The Press at 64: America's Historic Fall on the World Press Freedom Index
The United States is now ranked 64th in the world for press freedom. Not 64th in GDP. Not 64th in military spending. 64th in its ability to protect the people whose job is to tell the truth about power. Reporters Without Borders released its 2026 World Press Freedom Index last month, and the findings are damning. For a country that has long held up its First Amendment as the gold standard of democratic values, slipping to 64th out of 180 nations should be a national crisis. I
Triston Grant
May 282 min read


Graduating Students Don't Like AI. Educators Ought to Listen.
Graduating undergraduate students are terrified of the labor market they are about to enter. They fear the impact that AI will have on virtually every field, especially in the humanities and creative work. Despite the volume of student concern about the replacement of human talent, a significant number of high-profile educators and professionals remain either oblivious or indifferent to the alarm their pupils are raising. That disconnect came to an uncomfortable head this May
Nyk Klymenko
May 273 min read


Reflections: The Cultural Role of the Vampire
Creatures of the night, stalking through stone-brick towns, clinging to trees, watching through windows. The story of the vampire is universal, shifting between different themes and appearances to adapt to each culture and era. "Vampire" is a broad term with only one true requirement: the consumption of blood. Other supernatural abilities usually accompany this trait, but they are negotiable. The blood never is. Early iterations of what we now call vampires appear across the
Brandy Sumner
May 253 min read


CA High Schoolers: Do College Classes. You Won't Regret It.
Two people I knew in high school earned Associate's Degrees before they ever received their diplomas. Today, one is at UCLA and the other at UC Berkeley, each on track to graduate at least a year ahead of their classmates.
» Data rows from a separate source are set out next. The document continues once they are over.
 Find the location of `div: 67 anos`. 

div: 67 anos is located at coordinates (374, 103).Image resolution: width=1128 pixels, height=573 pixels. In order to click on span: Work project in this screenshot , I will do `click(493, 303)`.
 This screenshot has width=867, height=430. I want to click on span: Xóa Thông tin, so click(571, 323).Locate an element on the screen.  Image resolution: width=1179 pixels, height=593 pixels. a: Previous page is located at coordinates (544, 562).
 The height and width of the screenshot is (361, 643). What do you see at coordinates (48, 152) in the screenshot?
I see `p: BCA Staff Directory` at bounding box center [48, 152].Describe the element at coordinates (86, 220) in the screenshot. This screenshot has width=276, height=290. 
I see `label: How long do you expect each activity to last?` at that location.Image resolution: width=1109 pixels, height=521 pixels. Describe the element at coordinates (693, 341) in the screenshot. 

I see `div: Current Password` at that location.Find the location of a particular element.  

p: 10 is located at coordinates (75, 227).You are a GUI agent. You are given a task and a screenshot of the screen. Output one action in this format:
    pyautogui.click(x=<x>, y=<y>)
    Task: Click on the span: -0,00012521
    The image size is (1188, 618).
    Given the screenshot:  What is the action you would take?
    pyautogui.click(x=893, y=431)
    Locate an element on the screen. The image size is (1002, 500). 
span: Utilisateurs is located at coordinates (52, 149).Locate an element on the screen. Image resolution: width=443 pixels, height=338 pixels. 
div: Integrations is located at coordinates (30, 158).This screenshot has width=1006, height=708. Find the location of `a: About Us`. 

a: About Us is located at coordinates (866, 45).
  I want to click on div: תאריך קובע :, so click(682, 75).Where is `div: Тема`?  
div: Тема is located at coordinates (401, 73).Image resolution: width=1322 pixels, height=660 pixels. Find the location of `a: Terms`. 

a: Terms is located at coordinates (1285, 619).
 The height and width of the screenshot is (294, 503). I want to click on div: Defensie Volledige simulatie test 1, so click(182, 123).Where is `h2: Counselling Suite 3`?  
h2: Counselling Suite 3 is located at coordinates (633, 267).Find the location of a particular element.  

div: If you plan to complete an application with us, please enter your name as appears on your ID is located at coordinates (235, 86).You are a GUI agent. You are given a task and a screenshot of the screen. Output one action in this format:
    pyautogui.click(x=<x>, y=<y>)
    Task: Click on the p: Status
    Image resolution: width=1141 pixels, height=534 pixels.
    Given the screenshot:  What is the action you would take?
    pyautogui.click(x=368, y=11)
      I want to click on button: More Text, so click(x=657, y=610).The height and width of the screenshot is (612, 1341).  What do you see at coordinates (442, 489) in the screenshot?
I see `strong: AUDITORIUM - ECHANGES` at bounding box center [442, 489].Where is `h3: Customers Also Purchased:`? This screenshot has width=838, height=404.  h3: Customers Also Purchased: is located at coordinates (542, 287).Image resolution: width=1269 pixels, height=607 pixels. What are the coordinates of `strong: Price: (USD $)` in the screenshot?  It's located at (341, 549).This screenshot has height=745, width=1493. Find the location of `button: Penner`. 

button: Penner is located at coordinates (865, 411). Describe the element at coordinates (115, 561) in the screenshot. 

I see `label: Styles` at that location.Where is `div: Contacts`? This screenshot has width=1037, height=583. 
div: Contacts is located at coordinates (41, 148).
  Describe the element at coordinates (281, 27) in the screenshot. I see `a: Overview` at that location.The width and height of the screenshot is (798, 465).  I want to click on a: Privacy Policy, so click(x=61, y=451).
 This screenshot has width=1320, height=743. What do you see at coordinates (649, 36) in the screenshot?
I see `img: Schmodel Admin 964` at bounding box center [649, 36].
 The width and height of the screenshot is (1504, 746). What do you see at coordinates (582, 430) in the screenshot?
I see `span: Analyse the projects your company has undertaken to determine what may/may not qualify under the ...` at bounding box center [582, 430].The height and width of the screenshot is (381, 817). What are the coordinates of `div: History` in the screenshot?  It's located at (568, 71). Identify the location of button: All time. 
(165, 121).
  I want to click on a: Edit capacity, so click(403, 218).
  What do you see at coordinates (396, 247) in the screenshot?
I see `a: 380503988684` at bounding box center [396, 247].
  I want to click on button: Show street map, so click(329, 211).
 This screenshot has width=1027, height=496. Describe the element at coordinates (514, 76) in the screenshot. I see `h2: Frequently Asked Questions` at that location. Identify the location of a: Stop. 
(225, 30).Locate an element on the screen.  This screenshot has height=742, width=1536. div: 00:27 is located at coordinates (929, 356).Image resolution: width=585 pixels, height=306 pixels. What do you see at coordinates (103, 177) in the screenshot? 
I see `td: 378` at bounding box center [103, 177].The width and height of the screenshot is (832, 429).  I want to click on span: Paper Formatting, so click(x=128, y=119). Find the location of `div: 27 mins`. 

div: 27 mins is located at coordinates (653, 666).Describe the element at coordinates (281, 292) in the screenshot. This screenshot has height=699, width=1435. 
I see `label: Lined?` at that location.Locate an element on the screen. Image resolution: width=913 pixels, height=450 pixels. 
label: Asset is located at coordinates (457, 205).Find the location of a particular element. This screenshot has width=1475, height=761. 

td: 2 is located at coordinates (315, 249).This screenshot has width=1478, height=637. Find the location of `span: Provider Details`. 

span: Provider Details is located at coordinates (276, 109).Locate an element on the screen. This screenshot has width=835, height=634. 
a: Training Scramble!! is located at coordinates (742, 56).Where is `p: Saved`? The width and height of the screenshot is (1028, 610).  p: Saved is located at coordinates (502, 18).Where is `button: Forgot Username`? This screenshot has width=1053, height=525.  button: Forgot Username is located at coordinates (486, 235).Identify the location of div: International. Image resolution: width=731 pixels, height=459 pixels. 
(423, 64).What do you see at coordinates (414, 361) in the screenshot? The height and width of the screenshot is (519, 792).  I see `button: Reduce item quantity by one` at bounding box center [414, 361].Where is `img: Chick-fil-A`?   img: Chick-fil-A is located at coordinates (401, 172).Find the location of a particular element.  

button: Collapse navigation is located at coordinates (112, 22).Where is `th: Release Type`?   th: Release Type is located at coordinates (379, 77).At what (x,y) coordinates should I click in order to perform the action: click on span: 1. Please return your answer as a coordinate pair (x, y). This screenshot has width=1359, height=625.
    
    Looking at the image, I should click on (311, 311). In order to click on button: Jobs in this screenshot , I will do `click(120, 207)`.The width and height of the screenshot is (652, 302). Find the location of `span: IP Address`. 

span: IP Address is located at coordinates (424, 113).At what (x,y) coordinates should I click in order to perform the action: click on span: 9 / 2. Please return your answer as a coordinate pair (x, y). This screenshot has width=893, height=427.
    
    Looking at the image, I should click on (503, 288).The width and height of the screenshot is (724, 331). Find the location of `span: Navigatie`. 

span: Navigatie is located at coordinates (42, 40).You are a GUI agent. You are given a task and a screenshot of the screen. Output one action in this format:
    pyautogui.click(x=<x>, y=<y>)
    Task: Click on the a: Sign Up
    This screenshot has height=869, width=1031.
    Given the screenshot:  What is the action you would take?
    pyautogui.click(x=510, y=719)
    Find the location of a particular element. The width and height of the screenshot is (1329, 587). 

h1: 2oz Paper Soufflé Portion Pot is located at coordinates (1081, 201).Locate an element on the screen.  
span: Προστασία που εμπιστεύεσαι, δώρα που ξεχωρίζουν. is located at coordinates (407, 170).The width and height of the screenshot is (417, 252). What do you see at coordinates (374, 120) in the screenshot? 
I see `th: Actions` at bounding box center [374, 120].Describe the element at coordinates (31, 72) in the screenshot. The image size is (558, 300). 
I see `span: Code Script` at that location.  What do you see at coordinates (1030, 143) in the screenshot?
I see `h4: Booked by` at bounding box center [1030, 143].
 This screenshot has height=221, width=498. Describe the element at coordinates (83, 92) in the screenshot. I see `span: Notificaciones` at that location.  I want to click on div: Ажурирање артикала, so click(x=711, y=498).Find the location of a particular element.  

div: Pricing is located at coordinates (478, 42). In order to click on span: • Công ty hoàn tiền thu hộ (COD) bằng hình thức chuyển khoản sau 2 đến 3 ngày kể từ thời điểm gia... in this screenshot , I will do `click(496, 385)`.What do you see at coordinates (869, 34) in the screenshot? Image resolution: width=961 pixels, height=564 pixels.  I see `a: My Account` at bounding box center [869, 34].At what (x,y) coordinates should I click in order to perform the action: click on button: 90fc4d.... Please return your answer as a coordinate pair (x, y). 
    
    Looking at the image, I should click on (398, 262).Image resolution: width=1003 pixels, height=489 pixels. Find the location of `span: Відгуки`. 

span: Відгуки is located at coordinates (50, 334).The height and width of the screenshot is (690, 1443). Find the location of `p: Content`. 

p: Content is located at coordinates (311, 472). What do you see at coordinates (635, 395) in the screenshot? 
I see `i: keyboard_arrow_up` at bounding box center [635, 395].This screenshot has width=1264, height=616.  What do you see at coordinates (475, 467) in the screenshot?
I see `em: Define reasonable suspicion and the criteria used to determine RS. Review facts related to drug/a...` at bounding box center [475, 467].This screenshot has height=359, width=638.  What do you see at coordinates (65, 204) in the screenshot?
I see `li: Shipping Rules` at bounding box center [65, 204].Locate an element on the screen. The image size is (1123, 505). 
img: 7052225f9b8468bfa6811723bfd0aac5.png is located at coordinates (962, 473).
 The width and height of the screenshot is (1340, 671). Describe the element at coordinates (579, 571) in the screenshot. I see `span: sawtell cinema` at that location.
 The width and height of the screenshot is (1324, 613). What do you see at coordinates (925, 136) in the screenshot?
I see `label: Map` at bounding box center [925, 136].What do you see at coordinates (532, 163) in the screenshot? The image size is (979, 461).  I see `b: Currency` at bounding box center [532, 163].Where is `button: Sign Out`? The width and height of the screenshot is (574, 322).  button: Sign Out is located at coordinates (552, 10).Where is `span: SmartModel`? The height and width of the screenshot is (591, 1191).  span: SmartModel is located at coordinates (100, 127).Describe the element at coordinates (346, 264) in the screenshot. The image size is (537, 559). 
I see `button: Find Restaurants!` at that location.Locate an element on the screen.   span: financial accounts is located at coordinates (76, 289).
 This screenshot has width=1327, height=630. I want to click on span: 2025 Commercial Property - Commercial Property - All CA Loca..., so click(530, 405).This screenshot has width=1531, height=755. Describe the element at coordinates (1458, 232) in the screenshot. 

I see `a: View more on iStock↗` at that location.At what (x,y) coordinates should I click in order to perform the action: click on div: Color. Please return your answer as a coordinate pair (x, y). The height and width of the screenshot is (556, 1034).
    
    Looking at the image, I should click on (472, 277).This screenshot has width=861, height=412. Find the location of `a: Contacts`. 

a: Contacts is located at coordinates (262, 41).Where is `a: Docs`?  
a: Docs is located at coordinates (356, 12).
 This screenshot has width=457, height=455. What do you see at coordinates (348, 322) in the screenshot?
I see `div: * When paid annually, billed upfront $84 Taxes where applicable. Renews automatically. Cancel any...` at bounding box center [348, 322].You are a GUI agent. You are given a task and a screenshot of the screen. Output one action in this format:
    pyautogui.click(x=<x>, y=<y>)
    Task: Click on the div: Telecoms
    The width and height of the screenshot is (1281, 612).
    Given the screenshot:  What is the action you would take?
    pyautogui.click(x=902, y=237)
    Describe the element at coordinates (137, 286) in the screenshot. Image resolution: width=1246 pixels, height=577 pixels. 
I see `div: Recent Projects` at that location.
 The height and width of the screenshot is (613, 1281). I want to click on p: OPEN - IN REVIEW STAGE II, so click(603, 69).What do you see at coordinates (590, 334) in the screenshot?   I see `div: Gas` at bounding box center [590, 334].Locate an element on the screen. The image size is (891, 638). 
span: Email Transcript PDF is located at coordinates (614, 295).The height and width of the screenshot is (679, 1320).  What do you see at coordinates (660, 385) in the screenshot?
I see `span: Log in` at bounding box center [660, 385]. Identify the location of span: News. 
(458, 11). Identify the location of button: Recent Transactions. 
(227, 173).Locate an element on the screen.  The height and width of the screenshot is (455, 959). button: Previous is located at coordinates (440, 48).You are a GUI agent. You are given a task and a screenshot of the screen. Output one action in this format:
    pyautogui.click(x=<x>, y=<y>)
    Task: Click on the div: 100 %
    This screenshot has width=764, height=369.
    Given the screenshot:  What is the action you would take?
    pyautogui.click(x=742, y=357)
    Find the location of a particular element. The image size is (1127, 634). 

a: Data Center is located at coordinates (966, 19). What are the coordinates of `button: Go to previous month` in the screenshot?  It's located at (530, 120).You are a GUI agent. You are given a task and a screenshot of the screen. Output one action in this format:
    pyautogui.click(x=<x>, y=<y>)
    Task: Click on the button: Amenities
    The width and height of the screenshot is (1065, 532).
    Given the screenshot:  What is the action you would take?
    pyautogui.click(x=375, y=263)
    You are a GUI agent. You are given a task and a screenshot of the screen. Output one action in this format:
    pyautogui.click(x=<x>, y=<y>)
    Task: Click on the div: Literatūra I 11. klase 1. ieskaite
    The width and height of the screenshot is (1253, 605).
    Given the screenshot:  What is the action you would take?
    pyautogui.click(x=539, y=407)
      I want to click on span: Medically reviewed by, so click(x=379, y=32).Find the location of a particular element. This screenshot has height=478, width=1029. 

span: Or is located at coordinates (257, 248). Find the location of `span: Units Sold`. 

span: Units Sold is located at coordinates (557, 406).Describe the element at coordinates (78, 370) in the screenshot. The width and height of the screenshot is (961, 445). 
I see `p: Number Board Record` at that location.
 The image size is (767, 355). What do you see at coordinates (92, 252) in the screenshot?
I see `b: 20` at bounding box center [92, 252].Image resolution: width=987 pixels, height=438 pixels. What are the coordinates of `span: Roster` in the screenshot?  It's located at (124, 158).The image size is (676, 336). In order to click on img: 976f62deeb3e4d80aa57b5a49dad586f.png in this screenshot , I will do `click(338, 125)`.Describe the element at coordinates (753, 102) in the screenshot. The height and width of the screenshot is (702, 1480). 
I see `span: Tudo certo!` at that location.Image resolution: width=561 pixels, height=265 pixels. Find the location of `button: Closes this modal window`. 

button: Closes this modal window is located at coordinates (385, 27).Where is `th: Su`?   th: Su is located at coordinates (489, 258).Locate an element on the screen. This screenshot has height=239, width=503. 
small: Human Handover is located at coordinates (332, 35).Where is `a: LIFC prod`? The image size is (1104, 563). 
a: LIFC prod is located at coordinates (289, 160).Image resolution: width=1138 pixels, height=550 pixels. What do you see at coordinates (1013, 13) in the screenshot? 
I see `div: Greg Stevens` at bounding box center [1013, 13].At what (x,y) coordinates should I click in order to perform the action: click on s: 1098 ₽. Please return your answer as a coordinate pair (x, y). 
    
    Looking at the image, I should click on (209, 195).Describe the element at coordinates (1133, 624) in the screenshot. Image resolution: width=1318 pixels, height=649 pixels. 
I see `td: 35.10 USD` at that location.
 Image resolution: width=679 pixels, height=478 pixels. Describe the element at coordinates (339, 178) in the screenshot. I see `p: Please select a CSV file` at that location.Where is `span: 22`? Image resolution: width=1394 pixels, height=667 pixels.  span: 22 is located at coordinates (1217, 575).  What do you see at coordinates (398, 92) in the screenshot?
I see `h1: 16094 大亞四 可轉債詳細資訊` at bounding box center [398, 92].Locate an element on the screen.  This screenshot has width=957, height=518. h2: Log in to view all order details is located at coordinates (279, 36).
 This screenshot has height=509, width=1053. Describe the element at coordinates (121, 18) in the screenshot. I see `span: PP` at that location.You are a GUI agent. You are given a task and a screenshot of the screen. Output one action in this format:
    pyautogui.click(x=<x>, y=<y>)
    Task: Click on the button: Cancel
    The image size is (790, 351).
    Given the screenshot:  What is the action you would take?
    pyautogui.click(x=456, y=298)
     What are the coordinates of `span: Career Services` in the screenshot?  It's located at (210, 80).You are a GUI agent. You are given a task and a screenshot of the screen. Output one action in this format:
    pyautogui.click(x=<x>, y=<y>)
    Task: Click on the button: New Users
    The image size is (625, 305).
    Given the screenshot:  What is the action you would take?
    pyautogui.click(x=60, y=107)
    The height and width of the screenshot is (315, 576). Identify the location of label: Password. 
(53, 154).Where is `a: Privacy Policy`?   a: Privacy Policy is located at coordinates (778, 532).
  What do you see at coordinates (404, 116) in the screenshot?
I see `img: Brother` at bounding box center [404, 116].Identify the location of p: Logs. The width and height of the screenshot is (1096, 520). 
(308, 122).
Neither spent a dollar on most of their credits. Both were admitted as first-years. This path offers a cheaper, fast-track through college than AP tests. It gives you a significant and directly transferable credit boost while making your college application
Nyk Klymenko
May 214 min read


Collector’s Edition: A Return to Popularity for Physical Media
Records are flying off the shelves at thrift stores. Printed polaroids are taped to bedroom walls. Zines line the aisles of local bookstores. Gen Z has developed a genuine appreciation for physical media, a sensibility that felt lost in the early days of the internet and digital downloads. The old desire for efficiency has been replaced with something different: a need for tangible, personal memory. Today's teenagers and young adults want something they can hold, not just scr
Brandy Sumner
May 202 min read


NPR Is Losing Half a Billion Dollars in Federal Funding. That Should Scare You Even If You Never Listen.
Public media is not just background noise. It is the news infrastructure that serves places no one else will.
Jiannie Romaine
May 192 min read


What the U.S.-Iran Conflict Is Actually Costing You
Gas is $4.55 a gallon. The Pentagon has spent $25 billion in nine weeks. And the Strait of Hormuz, through which a fifth of the world's oil moves, is still closed.